Photo courtesy of Detroit Free Press/AP Photo
We in the Lean Community stand on a lot of shoulders. One broad pair belonged to Jim Harbour, who passed away last Saturday at age 86. While unknown to many in this generation of lean thinkers, Jim deserves to be remembered for his contribution to the movement at an early point in the spread of lean thinking to North America.
Jim learned about TPS largely by accident because Chrysler, where he was a manufacturing executive, needed high-mileage small cars after the first energy crisis in 1973 and didn’t have the funds to develop them on its own. It therefore formed a partnership with Mitsubishi to develop what became the Omni and Horizon models. Jim was sent to Japan and to the Mitsubishi plant in Australia to understand how Mitsubishi – which had carefully studied Toyota methods after the energy crisis as well – did its work. This was so Chrysler could build similar products in the US. He learned a great deal and not at all what he had expected.
Auto executives in Detroit until this time were united in denial about Japanese competitive success. The conventional wisdom was that dramatic Japanese gains in market share in export markets were the result of a weak currency through manipulation, strategic targeting by the Ministry of International Trade and Industry and the Ministry of Finance, secret re-work factories to get quality up to international standards, and suppliers and their workers living on starvation wages.
But Jim analyzed the problem using a very different method: In his visits to the Mitsubishi shop floor (which we now all call the gemba), he observed in great detail how they did the work of making a car. And, as it turned out, they managed this work in a very different and better way they had recently learned by observing Toyota. Jim concluded that they were much more productive in the use of labor and equipment than Chrysler and that their quality advantage was based on building in quality at the source rather than rework at the end of the line.
Jim brought this knowledge home and tried to explain it to anyone who would listen. But most managers were sticking with their more comfortable world view that required politicians in Washington to do something (e.g., Ronald Regan’s Voluntary Restraint Agreement on Japanese imports in 1981) but not auto executives in Detroit. Jim was nothing if not persistent and kept pushing his views about the need for a new approach to American manufacturing to a point that he was soon no longer working for Chrysler.

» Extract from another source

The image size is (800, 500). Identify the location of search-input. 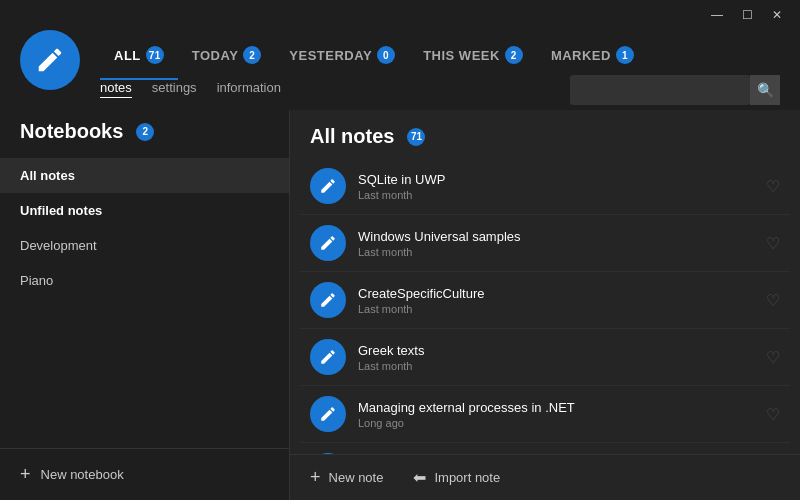
(660, 90).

Instead he was working as a contractor to the U.S. Department of Transportation Volpe Center in Cambridge, Mass. as it studied the competitive position of Chrysler, which the government had bailed out in 1978 with a massive loan. In collaboration with Dr. Richard John, John O’Donnell (now at LEI), and Marty Anderson, one of my co-authors of the 1984 MIT book, The Future of the Automobile, he developed the report to the US Congress in 1981 that showed a $1,500 landed cost advantage for Japanese producers of small cars and traced this to differences in the way the Japanese and American companies designed and made cars. (One of Jim’s other talents was simple product cost calculations that cut through the accounting thicket in the car companies, most of which did not know their own costs.)
After the DOT work was done, Jim decided to create a consulting business – Harbour and Associates – to help any manufacturing company willing to listen in the adoption of lean methods. Its most visible product was the Harbour Report that estimated the productivity of American and Japanese car companies, assigned the differences to management and operating practices, and tracked the trends on an annual basis.
We used Jim’s work extensively at MIT in the analysis behind The Future of the Automobile and had a very productive relationship. I say this despite my clear memories of Jim arriving for our meetings with his signature cigar and scowl and with his clear insinuation that anyone who hadn’t worked in a factory for 30 years – as Jim had and we hadn’t – couldn’t really know anything!
As the transplants started to arrive in North America and Jim documented their ability to match the productivity and quality of their mother plants in Japan, Jim and the Harbour Report became household words in the manufacturing community. They were also an inspiration for us in the MIT International Motor Vehicle Program, beginning in 1986, to dig deeper using more detailed company data than the Harbour Report could access.
Harbour used publicly available data and reported on the performance of individual companies and plants, often to the outrage of poorly performing companies. In our performance comparisons we used and verified at the gemba detailed data supplied by the car companies. But, as the condition for access, we labelled plants anonymously in The Machine That Changed the World in 1990, as “American company plant in North America,” “Japanese company plant in North America,” etc. That left us with a less exciting story to tell about Toyota (which always led our performance data in every category) but a more detailed story to tell about the industry as a whole.
By 1990 MIT and Harbour had become the Big Two of a new industry that publicly reported information on the competitiveness of global auto companies. And this friendly but spirited competition continued for years until the Harbour Report was sold to Oliver Wyman, a global consulting company.
So I’m grateful for what Jim Harbour did for me and MIT, to open our eyes and spur our own efforts. And we should all be grateful to Jim Harbour for going to see the work at Mitsubishi in the mid-1970s and beginning the vast task of raising awareness of the power of lean thinking.